07 Aug 2019
It’s been the best start to a calendar year since 1991, but could it all be over? Here are five beliefs Dean Fergie from Cyan Investment Management keeps in mind when the market gets tough.
Full article here
Navigating volatile markets is always challenging. Correction: navigating bearish markets is challenging; navigating bullish markets is usually pretty enjoyable. We’ve had it great in 2019; it’s been the best start to a calendar year since 1991. It’s such a shame it had to end. But that’s all part of the game. Here are five beliefs I keep in mind when the markets get tough.
1: I signed up for this
Volatility in the stock market is a fact of life. Accept it. Markets don’t go up in a straight line. Some days you’ll win; some days you’ll lose. If you get nervous, or depressed, or lose your faith whenever the market tide turns against you, you’ll never invest for more than a few months at a time.
The only true way to generate serious, sustainable wealth in the stock market (and it is achievable) is to make informed, meaningful, prudent and long-term stock market investments. Getting shaken every time there is a pullback is a certain way to compromise the ‘long-term’ key to investment success.
2: This is an opportunity
Interestingly, one of the more recurrent themes I’ve been hearing lately has been from the so-called ‘value investors’ who have been bemoaning the relentless strength of the ASX growth stocks. Not unexpectedly, this cohort of companies has fared the worst in recent days. Is this an opportunity to get set in, or indeed increase, a successful position?
The silver lining of any market correction is that value increases across the board. And who doesn’t want to buy something cheaper today than they could have yesterday?
3. It is impossible to trade perfectly
One emotional sharemarket trap is the ready availability of distinct pricing history. Pricing transparency is far greater for stocks than it is for asset classes such as real estate, fixed interest or alternative assets. Graphs with accurate daily historical pricing can be brought up almost instantaneously, such that one can calculate the theoretical profits that could have been made from “buying at the bottom and selling at the top”.
The only investors that appear to achieve this are the same ones that have picked the winner of the Melbourne Cup every year (after the race has been won). Don’t beat yourself up that you should have sold at every top and bought at every bottom. It can’t be done, so don’t expect that you should have.
4. How well am I really positioned?
Volatility is a great test of your portfolio’s structure. Over time, through share price movements, winning positions become larger, and those investments battling become less significant. A period of market gyration is the perfect time to reassess your portfolio and critically analyse whether your current portfolio of companies, at their current prices, comprise the appropriate weighting in your portfolio. If they do not, it’s time to make adjustments.
5. The tide will turn (but nobody will ring the bell at the bottom)
The most ridiculous and misleading statements of advice I regularly hear is “buy the dips”. The problem is, a dip is only apparent once it has past. There is no secret to predicting, at the time, a dip or indeed getting sucked into a ‘dead-cat bounce’.
Again, it is about having time in the market. Plenty of investors were panicking at the end of 2018, those that sold missed out on a 20%+ market return in seven months. It is all part of the ride.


**Activity**. For every record that follows, write out the text exactly and omit the picture, if one is present.

**Given records**.
>>>

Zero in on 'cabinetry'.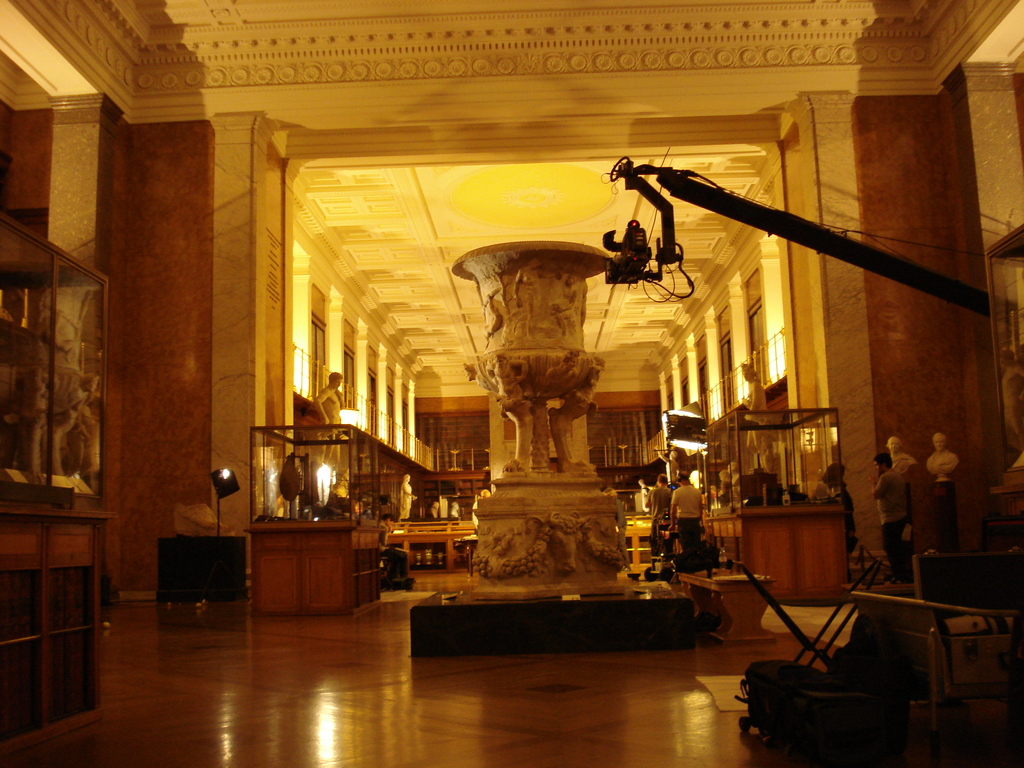
Zeroed in: BBox(0, 500, 109, 760).
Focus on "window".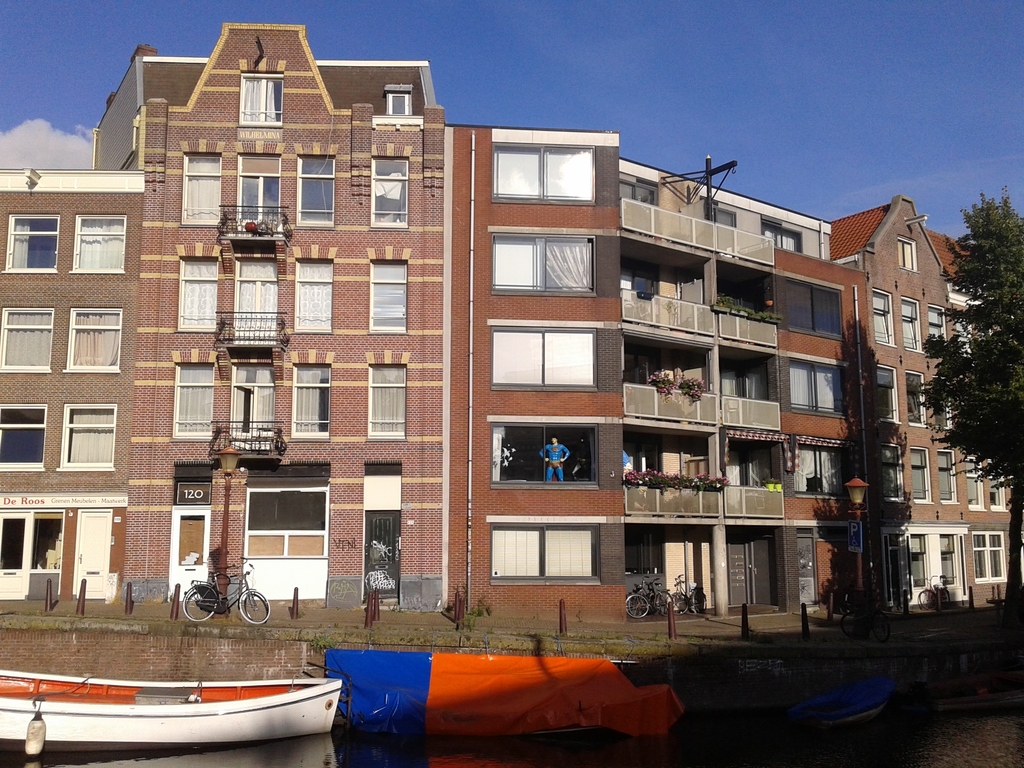
Focused at x1=494, y1=140, x2=592, y2=204.
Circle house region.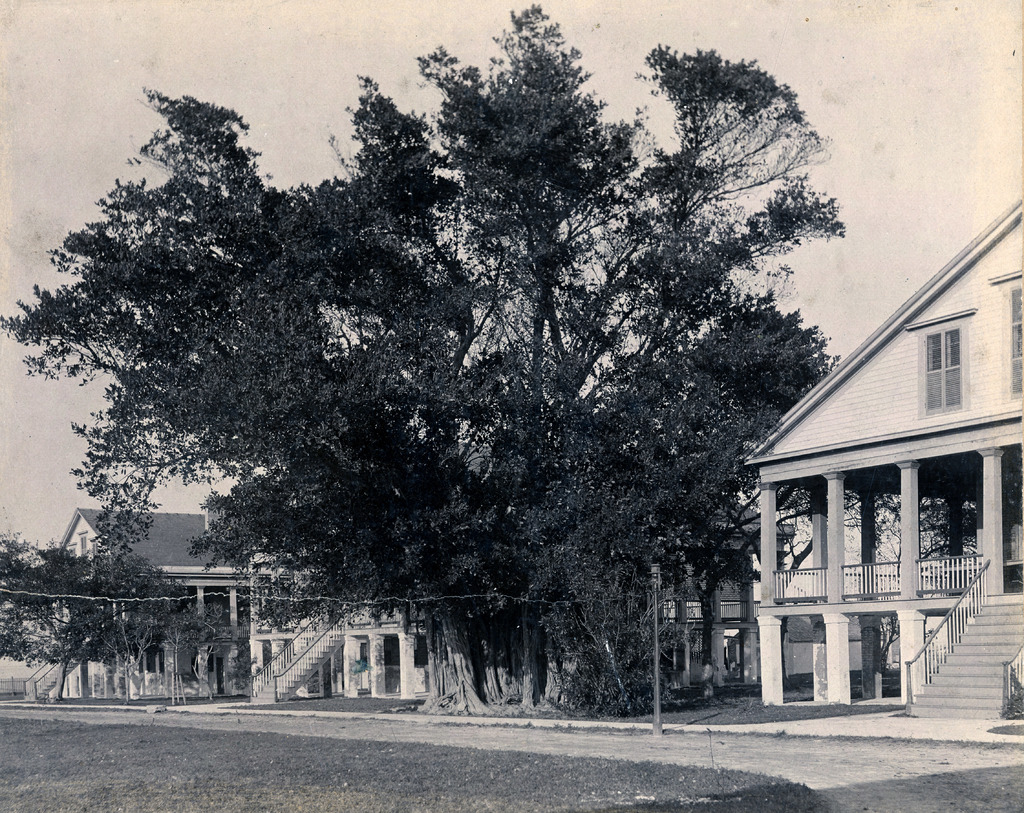
Region: (44, 501, 259, 689).
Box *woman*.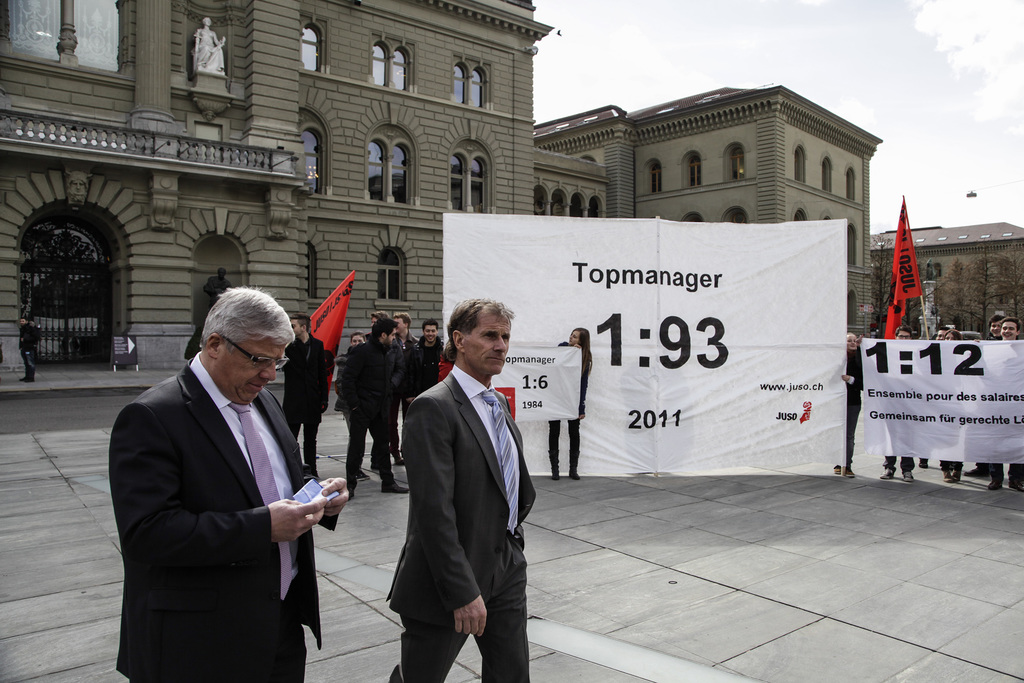
548 325 593 481.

<<<

**Exercise result**.
Zero in on 'cabinetry'.
Zeroed in: BBox(0, 500, 109, 760).
Focus on "window".
Focused at x1=494, y1=140, x2=592, y2=204.
Circle house region.
Region: (44, 501, 259, 689).
Box *woman*.
548 325 593 481.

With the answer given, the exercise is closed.